International Left-hander’s Day: When left is right

Social conditioning makes life difficult for southpaws, forcing them to give up their natural advantages.

Social conditioning makes life difficult for southpaws, forcing them to give up their natural advantages. DESIGN: SAMRA AAMIR

LAHORE:


“I used to insist that she use her right hand but she just wouldn’t. One day, she raised her left hand and said ‘But Mama, this is my right hand’,’’ says Nazia Amir, a mother of 3, who now understands what her then 4-year-old daughter Muskaan was trying to communicate to her.


“If I forced her to use her right hand, she would just stop whatever she was doing. She even stopped eating at times,” shares Amir. Muskaan is now 6 and studies in Grade 1. Despite her initial denial, Amir says it was difficult to see her child struggling for something she apparently had no control over.

Teacher’s right

“The dominant hand is a natural aspect of a child’s personality,” says Kindergarten teacher Tajallah Abdul Rehman who has been teaching for the past 6 years. Out of the 17 students in her class, 2 are left-handed. “Anything that impacts their learning is taken up with the parents, everything else is just part of who they are,” she explains.

Citing her experiences, she says in terms of reading, writing or learning she has never noticed any differences amongst children based on their dominant hand.




Social acceptance

Reportedly, parents at times find it difficult to accept left-handed children, and some even seek medical help. ‘Surprisingly there still are parents who are under a mistaken impression that their left-handed child has a disability,” says Nazia Ahmed, a clinical psychologist at the Department of Youth Affairs.
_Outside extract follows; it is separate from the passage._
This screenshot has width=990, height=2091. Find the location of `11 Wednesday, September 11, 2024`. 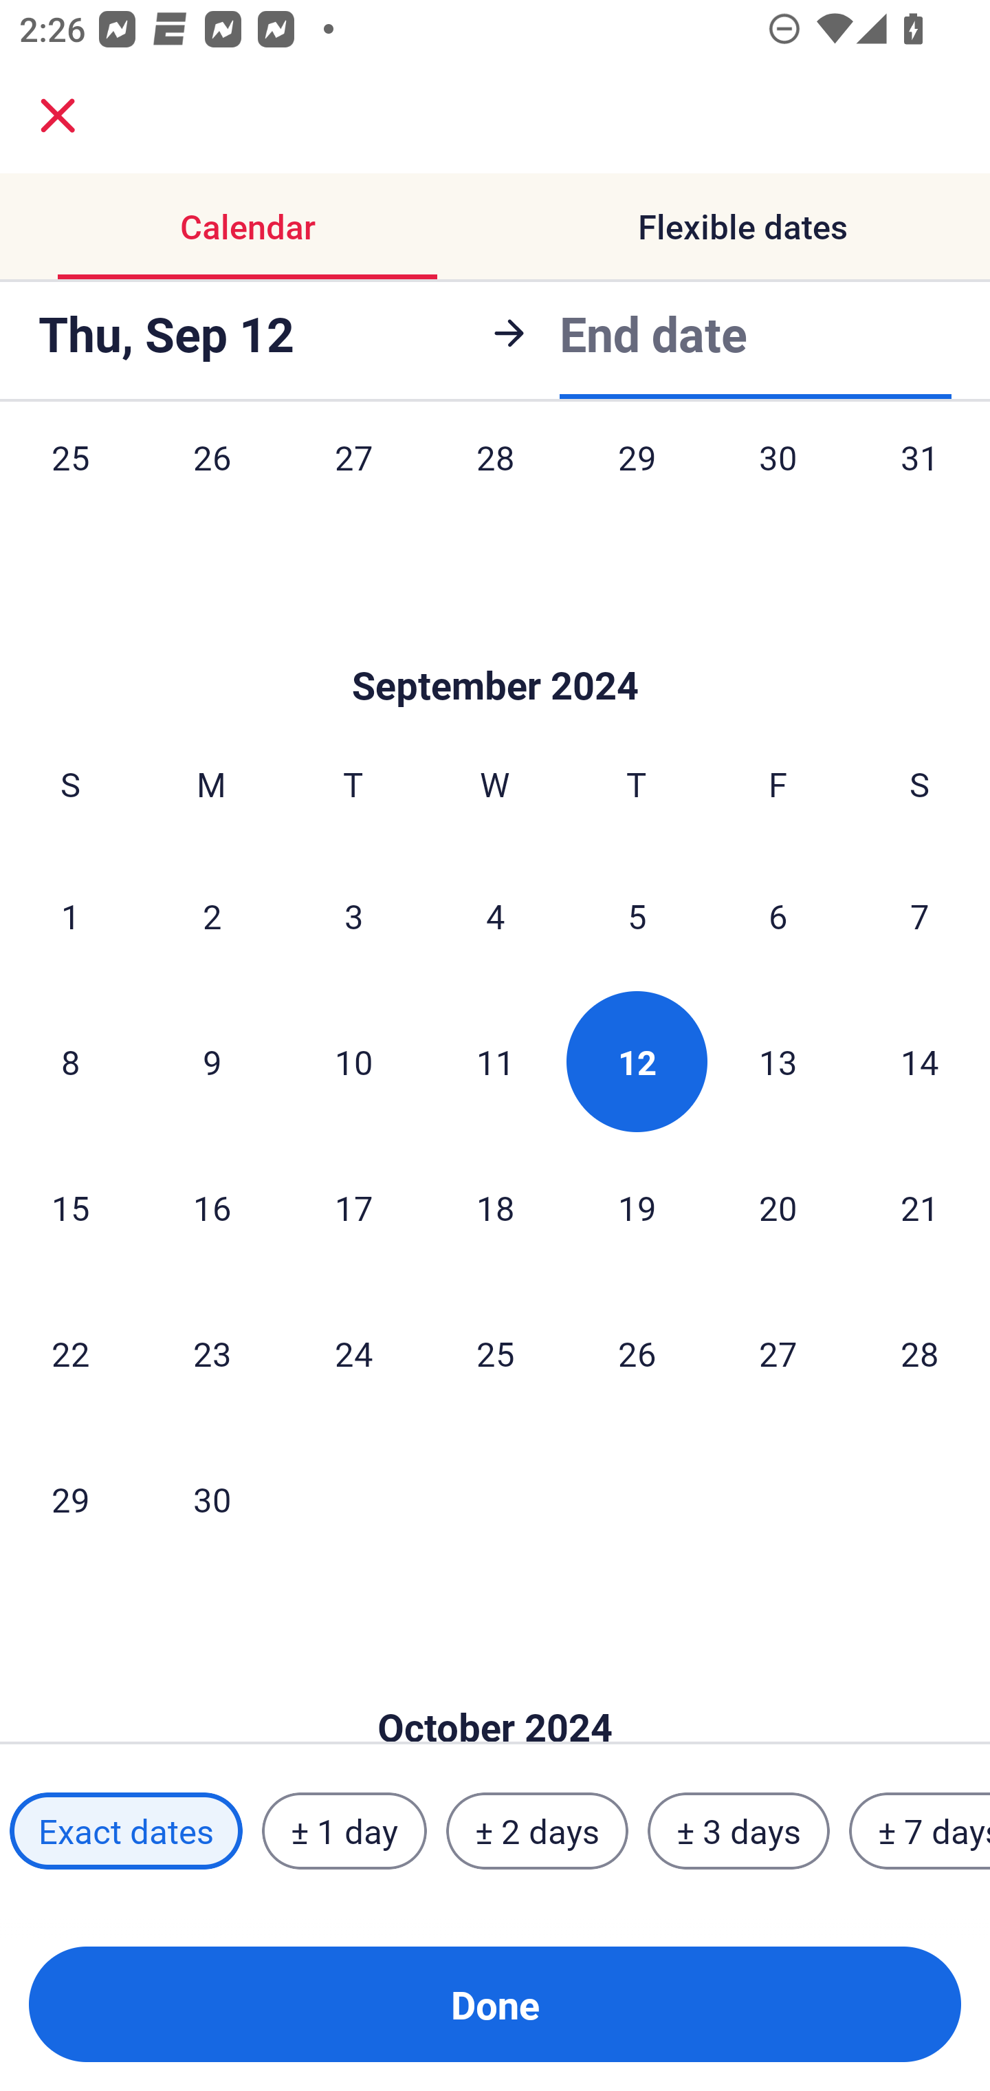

In Ahmed’s 5 year experience, while only 6 cases were reported, there were a few where parents even sought medicine for curing left-handedness of their child. Parents, she says, had a very discouraging attitude. “And hence our counselling sessions are more focused towards them,” she explains.

But why do parents find it so hard to accept? Ahmed believes it is integrally related to social and cultural practices. “In a society where the right hand is symbolically linked to good deeds and the left for bad, it becomes complicated for parents to work through the left-handedness of their child,” she says. Their reason for concern, Ahmed explains, is the continuous stream of social criticism regarding their child using left hand.

Amidst all the hue and cry, the child in question is left lost. Ahmed says children who are forced to use their right hand often end up lacking confidence, self-esteem and become unexpressive. “Their natural behaviour is being continuously criticised even within their homes, which obviously has an adverse impact,” she says.

Head of Psychology department at the University of Central Punjab Dr. Asir Ajmal agrees with the consequences. He terms it ‘devastating’ for the child. “Just imagine the emotional pain when you are being forced to convert your natural advantage into a disadvantage,” he says. But the social customs and interpretations regarding left-handed people have existed in other societies as well including in the West, claims Dr. Ajmal.

Having supervised a research titled ‘Experiences of Growing up Left-Handed in Pakistan’, he shares that the outcomes revealed parents were almost always insistent on their left-handed children to use their right hand. While a smaller percentage insisted that their children use their right hand just to eat, a larger percentage was stricter and insisted that the right hand be used as the dominant hand. He says at times this has forced left-handed children to become ambidextrous, training themselves to use both their hands. But that too, he says, becomes difficult for some. A culturally acceptable solution here, he suggests would be to encourage, not force, left-handed children to use right hand for eating but left as a dominant hand.

Simplifying the debate, registrar at the Mayo Hospital Dr. Salman Kazmi explains that an individual’s dominant hand is selected by the dominant cerebral hemisphere of the cerebral cortex – the external layer of the cerebrum of the brain. If the left hemisphere of the cerebral cortex is dominant, the individual will be right handed and vice versa.

“Rest assured there is absolutely nothing ‘wrong’ biologically or otherwise with left-handed people. As they say ‘it’s not in anyone’s hands’.”

Published in The Express Tribune, August 13th, 2013.